By Eugene Scott
A Democratic congressman from Illinois said Friday he will boycott the inauguration of Donald Trump because he said the President-elect spews “hatred, bigotry and prejudice.”
“I cannot go to a inauguration of a man who’s going to appoint people to the Supreme Court and turn back the clock on women and turn back the clock on immigrants and the safety and freedom that we fought for them,” Rep. Luis Gutierrez said on CNN’s “New Day.”
Gutierrez, who had endorsed Hillary Clinton, took office in 1993 and said he’s been to every inauguration since then.
“I can’t go to this inauguration because he continues to spew hatred, bigotry and prejudice — even after he said he was going to bring us all together, he was going to unify us, but he’s not,” Gutierrez told CNN’s Alisyn Camerota.
Critics have said Trump created a safe place for white supremacists, members of the so-called “alt-right” and other neo-Nazi-like political movements that are hostile to an increasingly diversifying America.
But the President-elect told supporters Thursday at his first rally since being elected that he condemns intolerance.
“We condemn bigotry and prejudice in all of its forms,” Trump said in Cincinnati. “We denounce all the hatred and we forcefully reject the language of exclusion and separation, and we’re going to come together we have no choice we have to and it’s better.”
Gutierrez said from the earliest days of Trump’s campaign, the GOP candidate cast Latino Americans in a false and negative light by saying things like Mexico is sending “rapists” and “murderers” to the United States.
So when the lawmaker told his wife that they weren’t going to the inaugural on January 20, she told him that in fact they were going to DC — but to march for the rights of women, immigrants, low income workers and LGBT people.
Several groups are expected to protest the inauguration, including tens of thousands planning to participate in the “Women’s March on Washington” the day after Trump is inaugurated.
“I’m 63 years in another week,” Gutierrez said. “I don’t want to turn back the clock to when women were in the kitchen and gays were in the closet and when people like me — immigrants and migrants to this community — were told to be quiet and couldn’t have a voice.”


THE PROBLEM:
Pictures must be dropped from the copy of the entries below; all else is returned exactly.
<<<<
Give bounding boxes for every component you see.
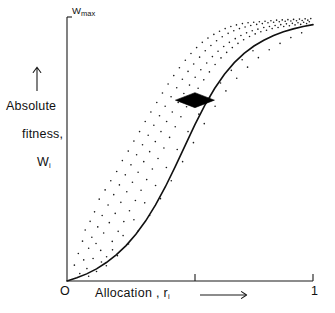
scatter-point: [212, 56, 214, 58]
scatter-point: [92, 258, 94, 260]
scatter-point: [193, 63, 195, 65]
scatter-point: [229, 42, 231, 44]
scatter-point: [167, 83, 169, 85]
scatter-point: [290, 37, 292, 39]
scatter-point: [98, 198, 100, 200]
scatter-point: [171, 111, 173, 113]
scatter-point: [221, 36, 223, 38]
scatter-point: [106, 265, 108, 267]
scatter-point: [246, 32, 248, 34]
scatter-point: [289, 25, 291, 27]
scatter-point: [162, 92, 164, 94]
scatter-point: [133, 219, 135, 221]
scatter-point: [189, 84, 191, 86]
scatter-point: [132, 181, 134, 183]
scatter-point: [133, 140, 135, 142]
scatter-point: [110, 180, 112, 182]
scatter-point: [79, 273, 81, 275]
scatter-point: [117, 231, 119, 233]
y-axis-max-label-base: W: [72, 5, 81, 16]
scatter-point: [304, 18, 306, 20]
scatter-point: [159, 115, 161, 117]
scatter-point: [202, 42, 204, 44]
scatter-point: [207, 37, 209, 39]
scatter-point: [241, 59, 243, 61]
scatter-point: [206, 62, 208, 64]
scatter-point: [114, 213, 116, 215]
scatter-point: [96, 271, 98, 273]
scatter-point: [106, 256, 108, 258]
scatter-point: [227, 33, 229, 35]
scatter-point: [126, 191, 128, 193]
y-axis-title-line-1: Absolute: [6, 100, 56, 113]
scatter-point: [209, 71, 211, 73]
scatter-point: [237, 43, 239, 45]
scatter-point: [186, 106, 188, 108]
scatter-point: [247, 66, 249, 68]
scatter-point: [89, 221, 91, 223]
scatter-point: [180, 116, 182, 118]
scatter-point: [171, 180, 173, 182]
scatter-point: [231, 70, 233, 72]
scatter-point: [253, 21, 255, 23]
y-axis-title-line-3: Wi: [37, 156, 51, 170]
scatter-point: [196, 47, 198, 49]
scatter-point: [95, 243, 97, 245]
scatter-point: [290, 20, 292, 22]
x-axis-origin-label: O: [60, 285, 70, 298]
scatter-point: [163, 147, 165, 149]
scatter-point: [262, 23, 264, 25]
scatter-point: [243, 39, 245, 41]
scatter-point: [100, 250, 102, 252]
scatter-point: [203, 79, 205, 81]
scatter-point: [179, 67, 181, 69]
scatter-point: [283, 26, 285, 28]
scatter-point: [292, 23, 294, 25]
scatter-point: [136, 154, 138, 156]
scatter-point: [279, 21, 281, 23]
scatter-point: [111, 241, 113, 243]
scatter-point: [230, 26, 232, 28]
scatter-point: [91, 236, 93, 238]
scatter-point: [94, 211, 96, 213]
scatter-point: [250, 25, 252, 27]
y-axis-up-arrow-icon: [33, 67, 41, 91]
scatter-point: [139, 131, 141, 133]
scatter-point: [190, 53, 192, 55]
scatter-point: [166, 167, 168, 169]
scatter-point: [239, 28, 241, 30]
scatter-point: [137, 171, 139, 173]
scatter-point: [82, 240, 84, 242]
scatter-point: [164, 105, 166, 107]
scatter-point: [113, 194, 115, 196]
scatter-point: [294, 24, 296, 26]
scatter-point: [214, 105, 216, 107]
scatter-point: [153, 124, 155, 126]
scatter-point: [88, 247, 90, 249]
x-axis-title-subscript: i: [168, 292, 170, 301]
scatter-point: [84, 229, 86, 231]
scatter-point: [277, 27, 279, 29]
scatter-point: [301, 20, 303, 22]
scatter-point: [182, 161, 184, 163]
scatter-point: [310, 18, 312, 20]
scatter-point: [130, 164, 132, 166]
scatter-point: [140, 189, 142, 191]
scatter-point: [264, 20, 266, 22]
scatter-point: [156, 102, 158, 104]
scatter-point: [284, 20, 286, 22]
scatter-point: [226, 52, 228, 54]
scatter-point: [271, 28, 273, 30]
scatter-point: [210, 45, 212, 47]
scatter-point: [217, 51, 219, 53]
scatter-point: [280, 24, 282, 26]
scatter-point: [185, 60, 187, 62]
scatter-point: [183, 93, 185, 95]
scatter-point: [122, 160, 124, 162]
scatter-point: [267, 22, 269, 24]
scatter-point: [279, 43, 281, 45]
scatter-point: [155, 141, 157, 143]
scatter-point: [214, 64, 216, 66]
scatter-point: [257, 28, 259, 30]
scatter-point: [220, 82, 222, 84]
>>>>
RESPONSE:
Give bounding boxes for every component you see.
scatter-point: [212, 56, 214, 58]
scatter-point: [92, 258, 94, 260]
scatter-point: [193, 63, 195, 65]
scatter-point: [229, 42, 231, 44]
scatter-point: [167, 83, 169, 85]
scatter-point: [290, 37, 292, 39]
scatter-point: [98, 198, 100, 200]
scatter-point: [171, 111, 173, 113]
scatter-point: [221, 36, 223, 38]
scatter-point: [106, 265, 108, 267]
scatter-point: [246, 32, 248, 34]
scatter-point: [289, 25, 291, 27]
scatter-point: [162, 92, 164, 94]
scatter-point: [133, 219, 135, 221]
scatter-point: [189, 84, 191, 86]
scatter-point: [132, 181, 134, 183]
scatter-point: [133, 140, 135, 142]
scatter-point: [110, 180, 112, 182]
scatter-point: [79, 273, 81, 275]
scatter-point: [117, 231, 119, 233]
y-axis-max-label-base: W: [72, 5, 81, 16]
scatter-point: [304, 18, 306, 20]
scatter-point: [159, 115, 161, 117]
scatter-point: [202, 42, 204, 44]
scatter-point: [207, 37, 209, 39]
scatter-point: [241, 59, 243, 61]
scatter-point: [206, 62, 208, 64]
scatter-point: [114, 213, 116, 215]
scatter-point: [96, 271, 98, 273]
scatter-point: [106, 256, 108, 258]
scatter-point: [227, 33, 229, 35]
scatter-point: [126, 191, 128, 193]
y-axis-title-line-1: Absolute: [6, 100, 56, 113]
scatter-point: [209, 71, 211, 73]
scatter-point: [237, 43, 239, 45]
scatter-point: [186, 106, 188, 108]
scatter-point: [247, 66, 249, 68]
scatter-point: [89, 221, 91, 223]
scatter-point: [180, 116, 182, 118]
scatter-point: [171, 180, 173, 182]
scatter-point: [231, 70, 233, 72]
scatter-point: [253, 21, 255, 23]
y-axis-title-line-3: Wi: [37, 156, 51, 170]
scatter-point: [196, 47, 198, 49]
scatter-point: [95, 243, 97, 245]
scatter-point: [290, 20, 292, 22]
x-axis-origin-label: O: [60, 285, 70, 298]
scatter-point: [163, 147, 165, 149]
scatter-point: [262, 23, 264, 25]
scatter-point: [243, 39, 245, 41]
scatter-point: [100, 250, 102, 252]
scatter-point: [203, 79, 205, 81]
scatter-point: [179, 67, 181, 69]
scatter-point: [283, 26, 285, 28]
scatter-point: [292, 23, 294, 25]
scatter-point: [136, 154, 138, 156]
scatter-point: [279, 21, 281, 23]
scatter-point: [111, 241, 113, 243]
scatter-point: [230, 26, 232, 28]
scatter-point: [91, 236, 93, 238]
scatter-point: [94, 211, 96, 213]
scatter-point: [250, 25, 252, 27]
y-axis-up-arrow-icon: [33, 67, 41, 91]
scatter-point: [139, 131, 141, 133]
scatter-point: [190, 53, 192, 55]
scatter-point: [166, 167, 168, 169]
scatter-point: [239, 28, 241, 30]
scatter-point: [137, 171, 139, 173]
scatter-point: [82, 240, 84, 242]
scatter-point: [164, 105, 166, 107]
scatter-point: [113, 194, 115, 196]
scatter-point: [294, 24, 296, 26]
scatter-point: [214, 105, 216, 107]
scatter-point: [153, 124, 155, 126]
scatter-point: [88, 247, 90, 249]
x-axis-title-subscript: i: [168, 292, 170, 301]
scatter-point: [84, 229, 86, 231]
scatter-point: [277, 27, 279, 29]
scatter-point: [301, 20, 303, 22]
scatter-point: [182, 161, 184, 163]
scatter-point: [310, 18, 312, 20]
scatter-point: [130, 164, 132, 166]
scatter-point: [140, 189, 142, 191]
scatter-point: [264, 20, 266, 22]
scatter-point: [156, 102, 158, 104]
scatter-point: [284, 20, 286, 22]
scatter-point: [226, 52, 228, 54]
scatter-point: [271, 28, 273, 30]
scatter-point: [210, 45, 212, 47]
scatter-point: [217, 51, 219, 53]
scatter-point: [280, 24, 282, 26]
scatter-point: [185, 60, 187, 62]
scatter-point: [183, 93, 185, 95]
scatter-point: [122, 160, 124, 162]
scatter-point: [267, 22, 269, 24]
scatter-point: [279, 43, 281, 45]
scatter-point: [155, 141, 157, 143]
scatter-point: [214, 64, 216, 66]
scatter-point: [257, 28, 259, 30]
scatter-point: [220, 82, 222, 84]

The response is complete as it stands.